To try to capture more accurate data in 2020, the Census Bureau has recommended combining the two questions into one, with "Hispanic or Latino" as an option for both race and ethnicity on the next census.

But that proposal has raised a question about Hispanic people who in the past have checked off "white" for their race: Will they keep doing so if "Hispanic" is categorized as both a race and an ethnicity?

The Census Bureau has researched how combining the Hispanic origin and race questions could affect responses. Its findings suggest that a combined question could decrease the white count in 2020.

"That would fuel some of the anxieties that are behind the white supremacist movement," says Morning, who advises the Census Bureau on race and ethnicity issues and supports changing the federal standards to allow a combined question.

She adds that any change in the size of the white population resulting from a combined question could signal shifting identities among some Latinos.

"In part that's going to be a reflection of there being a lot of people out there who are saying, 'You know, we just don't feel like we're being considered white. We don't feel we're treated that way. And so we're going to look for another way to describe ourselves,' " Morning says.

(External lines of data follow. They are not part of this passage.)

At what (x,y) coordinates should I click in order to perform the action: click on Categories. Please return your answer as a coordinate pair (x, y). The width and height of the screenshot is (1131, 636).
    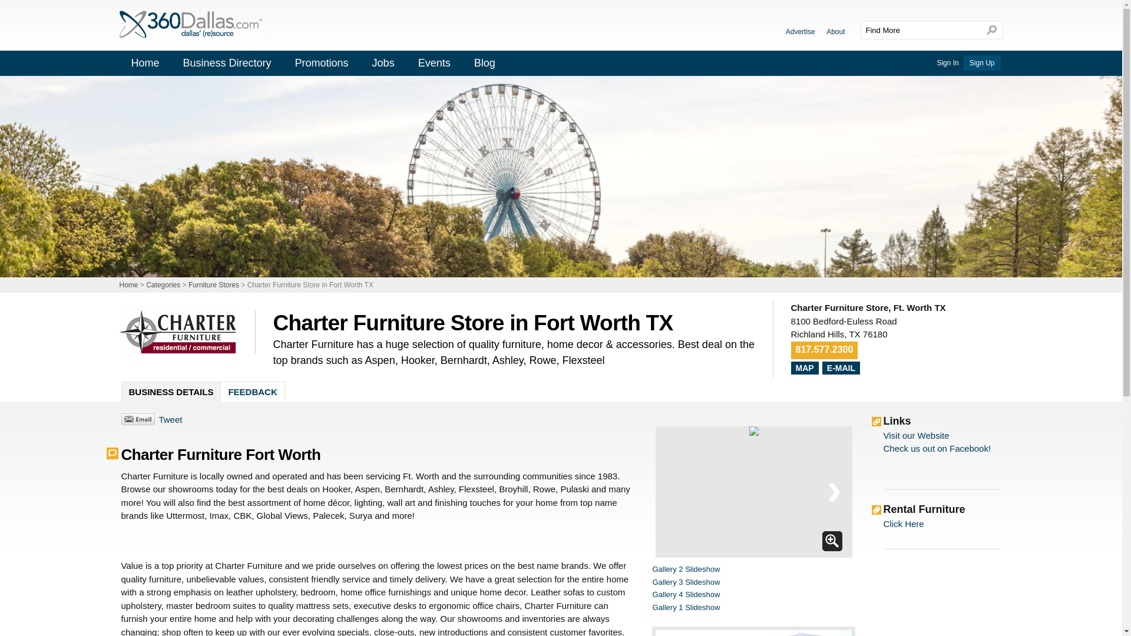
    Looking at the image, I should click on (163, 285).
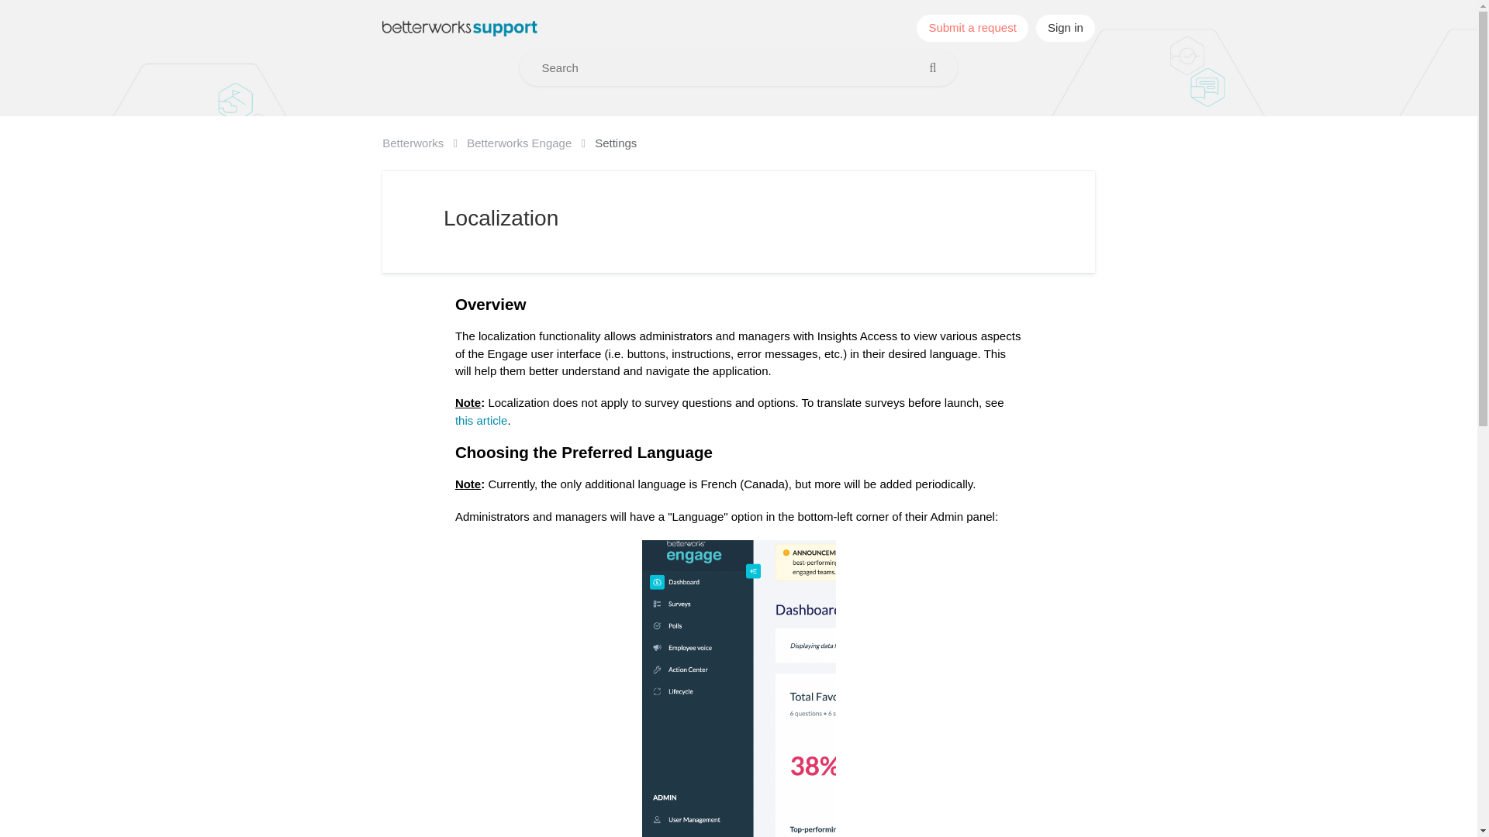  I want to click on Opens a dialog, so click(1065, 28).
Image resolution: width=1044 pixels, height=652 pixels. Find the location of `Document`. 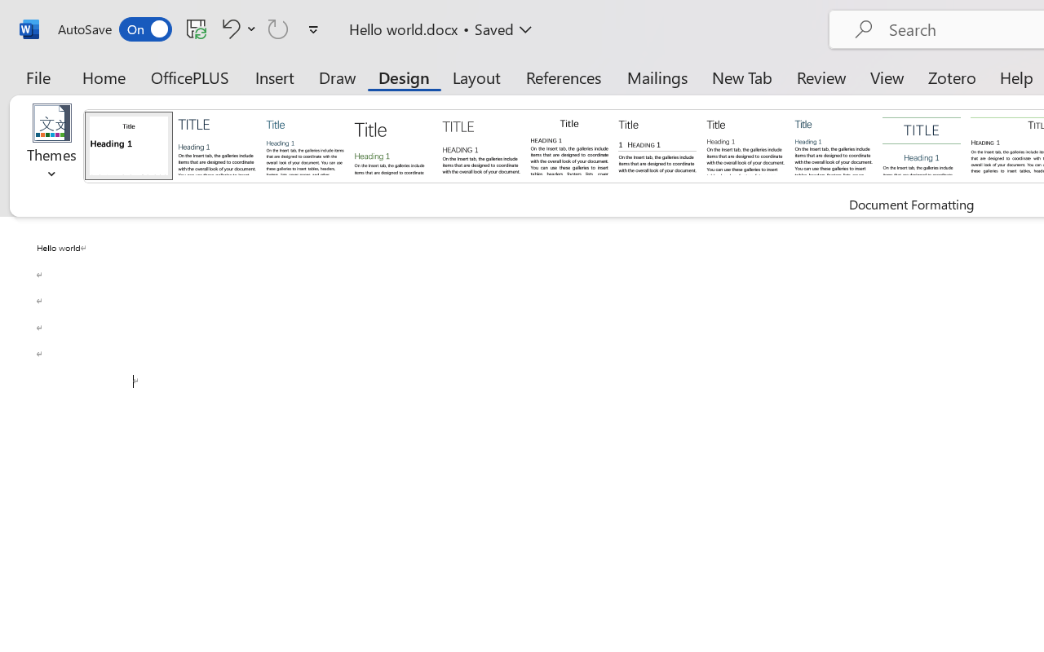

The "double-edged sword" of MENA

There's another group that may break away from checking off "white" on the 2020 Census if the White House approves a separate proposal.

Since the early 1990s, Helen Samhan, a co-founder of the Arab American Institute, has been campaigning for a new category for people of Middle Eastern or North African descent.

"It was really based on concerns that we had about our invisibility," she says. "Now, fast forward 25, 30 years, and it feels like there's a hypervisibility of our community. So it's really a double-edged sword."

It is also, she adds, a case of bad timing to finally have a shot at seeing a checkbox for "MENA" on the next census just months after President Trump issued travel bans against MENA countries such as Iran, Libya, Syria and Yemen.

The Census Bureau is not allowed to release any data identifying an individual. But Samhan says she's worried about what the Trump administration could do with data about specific populations for surveillance and other counterterrorism efforts.

Still, she supports adding "MENA" as a new ethnic category to the federal standards for race and ethnicity.

"We know that the data collection is still important for our integration into American society and civic participation," she says.

But creating a new checkbox does not necessarily mean anyone will fill it out.

"People could be reluctant to self-identify because of fears of government retaliation or fears that the data collected would be used for nefarious purposes," says Shayan Modarres, an attorney for the National Iranian American Council. "I think we leave it up to individuals in the community to decide what's best for them."

Copyright 2021 NPR. To see more, visit https://www.npr.org.

Hansi Lo Wang (he/him) is a national correspondent for NPR reporting on the people, power and money behind the U.S. census.